Mount Sinai to offer AI and emerging tech PhD program
In a sign that AI is becoming all the more critical to healthcare, the Icahn School of Medicine at Mount Sinai has a new PhD concentration in AI and emerging technology (AIET).
The New York City-based medical school is offering the concentration as part of its biomedical sciences program. It will be led by Hayit Greenspan, PhD, and Alan C. Seifert, PhD, who will serve as the newly appointed AIET co-directors.

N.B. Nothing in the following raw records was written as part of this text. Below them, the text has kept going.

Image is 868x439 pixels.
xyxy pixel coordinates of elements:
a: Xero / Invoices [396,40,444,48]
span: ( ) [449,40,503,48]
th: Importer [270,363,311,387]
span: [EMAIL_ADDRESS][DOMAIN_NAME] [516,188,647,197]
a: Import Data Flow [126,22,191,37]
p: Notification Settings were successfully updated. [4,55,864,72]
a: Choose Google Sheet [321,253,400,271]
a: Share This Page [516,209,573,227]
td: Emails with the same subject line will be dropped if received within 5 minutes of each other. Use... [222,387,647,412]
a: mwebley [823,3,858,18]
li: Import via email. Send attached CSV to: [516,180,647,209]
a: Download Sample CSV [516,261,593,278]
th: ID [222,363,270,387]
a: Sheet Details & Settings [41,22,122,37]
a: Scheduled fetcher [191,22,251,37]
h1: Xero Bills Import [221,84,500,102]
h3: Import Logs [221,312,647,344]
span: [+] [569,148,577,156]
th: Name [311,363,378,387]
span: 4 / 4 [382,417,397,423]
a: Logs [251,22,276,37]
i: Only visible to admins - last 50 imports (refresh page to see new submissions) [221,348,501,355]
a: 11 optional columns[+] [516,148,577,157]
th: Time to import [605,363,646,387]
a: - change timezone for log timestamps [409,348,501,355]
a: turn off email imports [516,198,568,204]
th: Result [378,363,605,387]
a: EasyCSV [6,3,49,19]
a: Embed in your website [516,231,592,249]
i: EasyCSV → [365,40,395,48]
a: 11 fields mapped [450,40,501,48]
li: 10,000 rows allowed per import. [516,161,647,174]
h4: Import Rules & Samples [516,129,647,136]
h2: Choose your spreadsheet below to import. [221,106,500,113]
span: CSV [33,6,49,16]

The launch of the concentration underscores just how vital healthcare professionals expect AI to become in the future. Already, AI is being used across a number of healthcare specialties, and emerging technologies can help healthcare professionals unlock solutions buried within data collections that are too large to be analyzed and leveraged through traditional approaches.
“The transformative impact of artificial intelligence and other emerging technologies in medicine is just beginning. We are now on the frontier of more accurately identifying the indicators of disease and opening up new vistas for treatment of illness in real-time,” said Dennis S. Charney, MD, Anne and Joel Ehrenkranz Dean of the Icahn School of Medicine at Mount Sinai and president for Academic Affairs of the Mount Sinai Health System. “Establishing this concentration is part of an expanding institutional commitment at Mount Sinai to advance this critically important area that will be a game-changer for physicians in their ability to provide better diagnosis and care for their patients.”

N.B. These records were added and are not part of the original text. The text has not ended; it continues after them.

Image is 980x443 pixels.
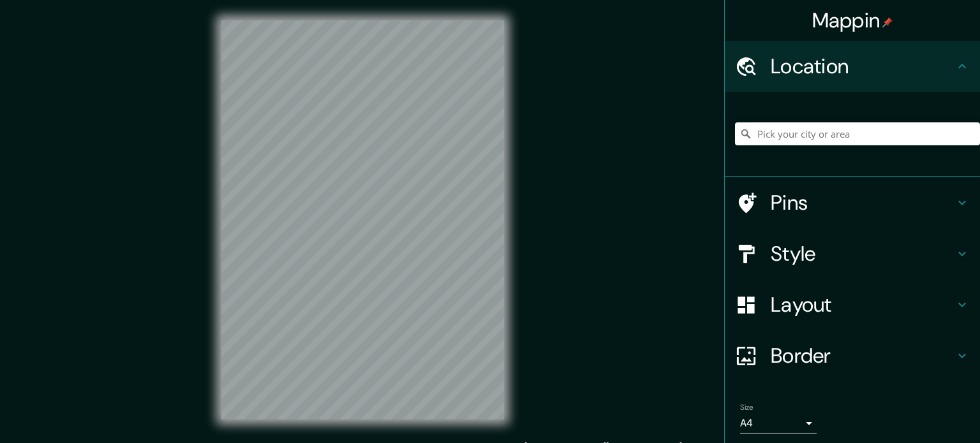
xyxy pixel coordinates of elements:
[770,190,954,216] h4: Pins
[770,292,954,318] h4: Layout
[725,177,980,228] div: Pins
[812,8,893,33] h4: Mappin
[725,331,980,381] div: Border
[770,343,954,368] h4: Border
[221,20,504,420] canvas: Map
[770,54,954,79] h4: Location
[740,413,816,433] div: A4
[735,122,980,146] input: Pick your city or area
[725,41,980,92] div: Location
[740,402,753,413] label: Size
[725,228,980,279] div: Style
[882,17,892,27] img: pin-icon.png
[770,241,954,266] h4: Style
[725,279,980,331] div: Layout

Doctors of the future need to understand how to utilize AI alongside their daily duties, but also advance the technology, according to Thomas J. Fuchs, DSc, Icahn Mount Sinai’s newly appointed dean of Artificial Intelligence and Human Health, and an internationally renowned scientist in the field of computational pathology.
“Not only will this new generation of professionals need to receive foundational education in the use of information systems, but they will need to learn how to develop and interpret predictive diagnostic and therapeutic models using a variety of machine learning tools based on statistics and probability theory, drawing upon quantitative fields such as computer science, mathematics, theoretical physics, theoretical/computational chemistry, and digital engineering,” he said.